Much of the disappointment of The Third Hand is that of expectation, and elements that initially register as nauseating treacle can sometimes sneak up on you. The two best instrumental tracks on the record, "Get It" and "The Bad Penny", lack the bravado and heaviness of his earlier work but still feel alive and well-crafted, even as they strain for a baroque psychedelia they can't quite reach. But another reason they stand out is that Rj doesn't sing on them. Prior to this record, Since We Last Spoke's closing track, "Through the Walls", was his only other significant attempt at writing pop lyrics, and with his flat, non-committal voice hesitantly muttering words that sounded like power-pop fridge magnet poetry, it practically demanded that someone with a bit more presence take over on lead vocal. (Fortunately, someone hollered for Ric Ocasek to do the remix.) The other vocal number on that record-- the wispy, syrupy Labi Siffre cover "Making Days Longer"-- is the unfortunate precedent for Rj's turn toward vocal melody, and the same halfhearted falsetto runs rampant over The Third Hand.
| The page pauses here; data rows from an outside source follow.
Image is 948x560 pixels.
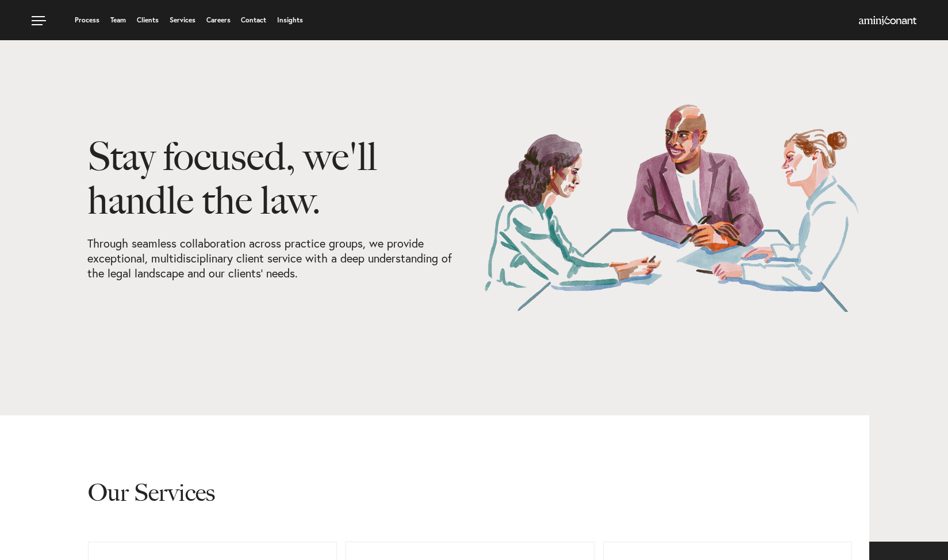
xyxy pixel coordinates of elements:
a: Clients [137,17,158,24]
a: Insights [277,17,303,24]
a: Process [75,17,99,24]
h1: Stay focused, we'll handle the law. [87,135,465,236]
img: Our Services [483,104,861,312]
a: Home [858,17,916,26]
img: Amini & Conant [858,16,916,25]
h2: Our Services [88,416,851,542]
a: Contact [241,17,266,24]
p: Through seamless collaboration across practice groups, we provide exceptional, multidisciplinary ... [87,236,465,281]
a: Careers [206,17,230,24]
a: Team [110,17,126,24]
a: Services [169,17,195,24]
Typically overdubbed into semi-coherent oblivion and grinding gears between deadpan and over-dramatic, his voice is a grating mess, creaking out non-sequitur high notes and juggling both fake-Brit (Bille Joe Armstrong sounds like Ray Davies in comparison) and fake-soul (ibid. Jamie Lidell and Teddy Pendergrass) affectations. Not that any voice could save the lyrics: Between the poorly-scanning turns of phrase ("She can get plump off of beer and meatloaf," from "You Never Had It So Good"), the pointless similes ("Little princess/ With her little ways gone bad/ You should ask her/ About the dates she had/ Mr. Legend, Dr. Civic and Mr. Lexus," from "Sweet Piece") and the out-of-touch stabs at populist subject matter ("Have Mercy" makes working a job downtown sound as harrowing as the woes in a Lightnin' Hopkins song), Pharrell can rest easy knowing that "Her ass is a spaceship/ I want to ride" has plummeted in "rap producer-turned-singer writes something laughable" standings.

Unfortunately, The Third Hand is aptly-titled: It feels like a step below second-hand. Would it have felt any less ridiculous if it were an out-of-nowhere debut from someone we'd never heard of instead of an attempted breakthrough by one of underground hip-hop's best producers? Marginally, if that. And maybe if Rj works out the flaws and figures out his limitations, chances are he'll do what a few other writers have predicted and produce a pretty good Gorillaz record in a few years. But after reading him say that he's more interested in making records people would want to sample than sampling other peoples' records, one can only hope he's right and that some future producer can salvage something from this debacle.